7

Ianto ran toward the car park of a nearby high class hotel. He had to weave between the cars in the road. He was observing the two men in conversation in front of the entrance to the car park. Something was going on, some disagreement. The driver of the car had gotten out and was holding up a ticket, or some identification, and the car park attendant was shaking his head. Angry words were being exchanged, but Ianto couldn't make out the words themselves, only their hostility.

The car park attendant backed toward his office and the angry customer followed.

"What are we doing?" Ianto asked himself in his mind. "We're taking that car."

The owner had continued his argument inside the office.

The car was an Audi A4. It was silver. It looked brand new. The driver's side door was open, and the engine was running.

Checking that the owner and the car park attendant were still in the office, Ianto slid into the driver's seat and shut the door. The interior of the car was warm. The engine was running but it was so quiet Ianto could hardly hear it. He could feel a vibration through his seat though. The seat itself was too far forward. He had to adjust it to reach the pedals without being a pretzel.

Ianto looked down and saw that the car was an automatic. He moved the gear stick to D. He put my foot on the brake, and released the handbrake.

Ianto put his foot down. The car lurched forward.

A security barrier covered the entrance into the car park. It was a white metal pole on a counterweight, with a spiral of red running down it, like a barber's pole. Once the attendant was sure of your credentials, he would lean on the end of it, levering it up. Then you could drive in.

Ianto was driving in anyway.

The bonnet of the car hit the pole with a loud metallic impact, bending it backward before it snapped back down on to the bonnet and the windscreen, starring two thirds of it, mostly on the passenger side, before it slid off. This all happened in a second, or part of a second.

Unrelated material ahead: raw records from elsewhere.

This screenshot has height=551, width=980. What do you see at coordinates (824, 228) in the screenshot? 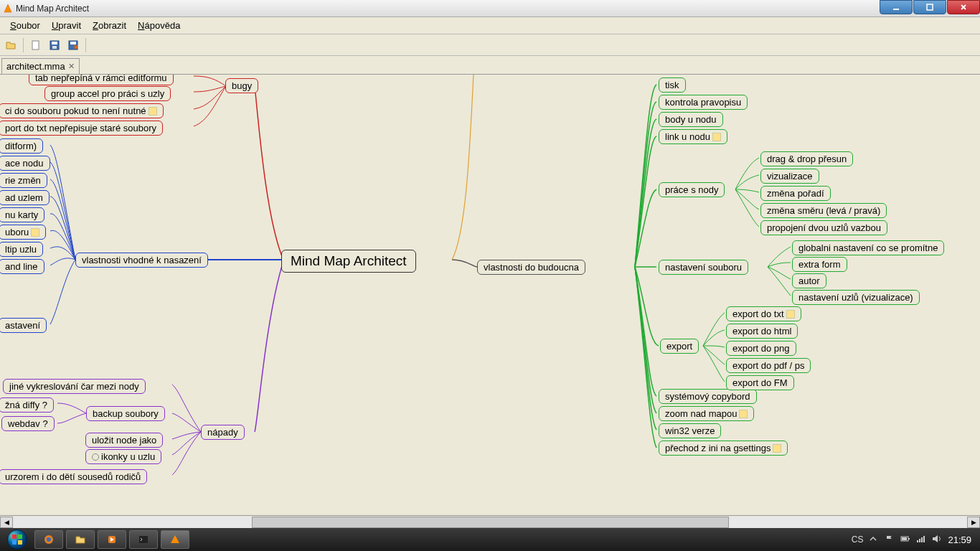
I see `node-propojeni: propojení dvou uzlů vazbou` at bounding box center [824, 228]. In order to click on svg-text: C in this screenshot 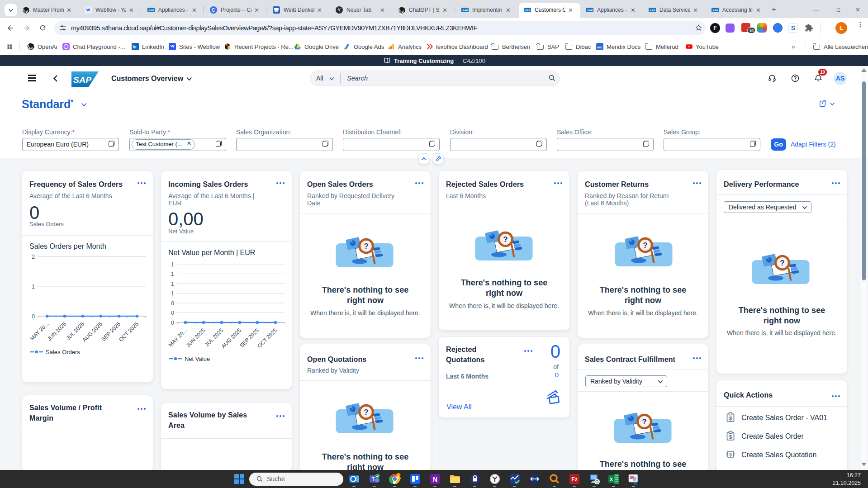, I will do `click(213, 10)`.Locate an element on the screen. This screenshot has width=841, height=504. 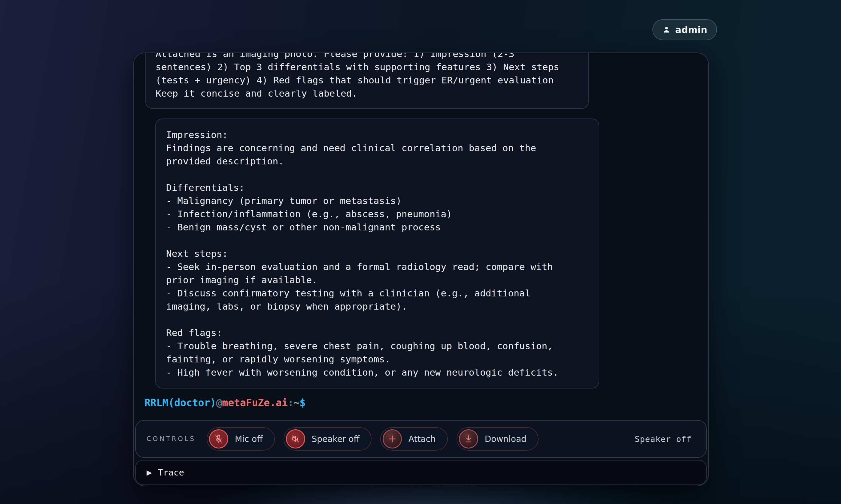
speaker-off-button: Speaker off is located at coordinates (328, 439).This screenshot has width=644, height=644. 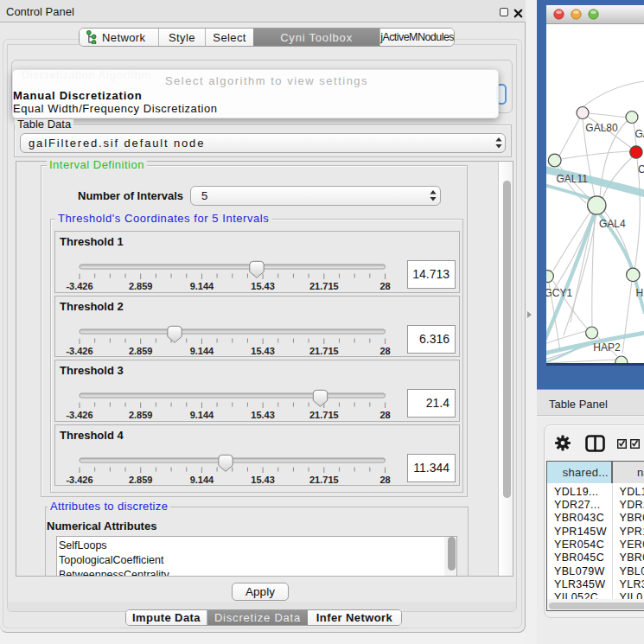 I want to click on svg-text: GAL11, so click(x=572, y=179). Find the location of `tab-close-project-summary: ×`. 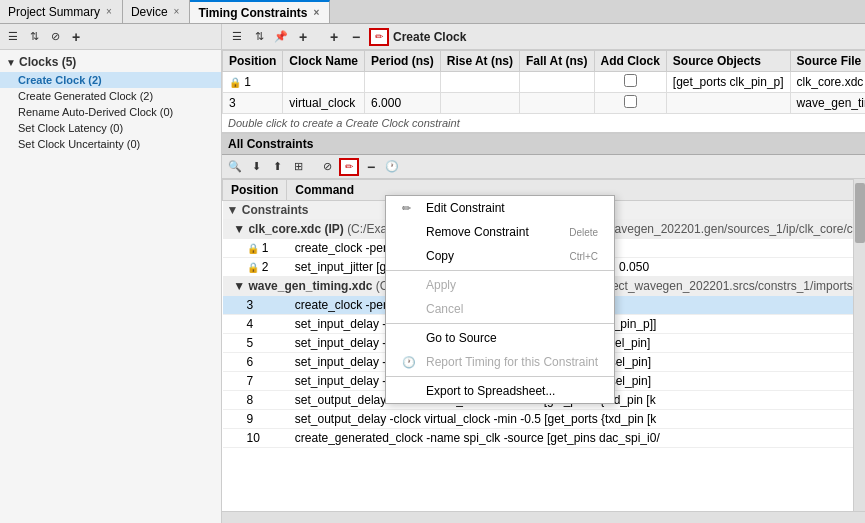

The interior of the car park was dark. Fluorescent lights tried to permeate the gloom. There were arrows on the floor, directions on the concrete pillars. Rows of parked cars led off to the right and left. A car tried to pull out in front of him but stopped when the driver saw Ianto wasn't going to slow down.

Directly opposite was a barrier that was an exact duplicate of its opposite building side twin.. The attendant on that barrier saw him, saw how fast he was going, deduced that he had no intention of stopping, and sensibly dived out of the way.

The barrier was not so accommodating. As it was a mirrored version of the first barrier Ianto had driven through, the supporting concrete base was on the far side, and provided more support. When Ianto hit it, the barrier was forced to do the only thing it could, under such pressure, between a speeding vehicle and an immovable concrete block: it snapped. At the point where it met the block, the pole sheared off spectacularly, snapping out on to the road like a rubber band, all seven feet of it. Luckily there were no pedestrians nearby. But it did hit a taxi speeding along the inner bus lane, bouncing off the near side and denting body work. The taxi swerved in response. The pole rolled back on to the pavement like a giant discarded straw.

"Oh God, oh God, oh God…"

It took Ianto a moment to realize it was his voice that was speaking.

A descending ramp connected the car park to a small lay-by. He shot down it. There was an unhealthy bang from under the car when he came off the ramp, but it couldn't have been anything serious, as he didn't stop. Didn't care. Not his car right? The lay-by was empty. Ianto turned into it, to the left, so that he could follow it and then try to merge into traffic. But Ianto was going fast enough that the turn moved him into his seat, pushing to the right. The back wheels lost a little traction, and the sound of the skid reached him, a high pitched whine.

"Jesus Christ, you're crazy," Ianto said to himself.

In a moment, Ianto managed to straighten himself out.

Ianto leaned on the horn as the lay-by began to run out of space. Drivers looked over at him. He was trying to convey to them that he wasn't stopping. Some took this personally, but luckily one or two understood, and slowed, allowing him to slot the Audi into the stream of cars without losing too much speed.

He could not see the BMW anymore… had he turned the wrong way?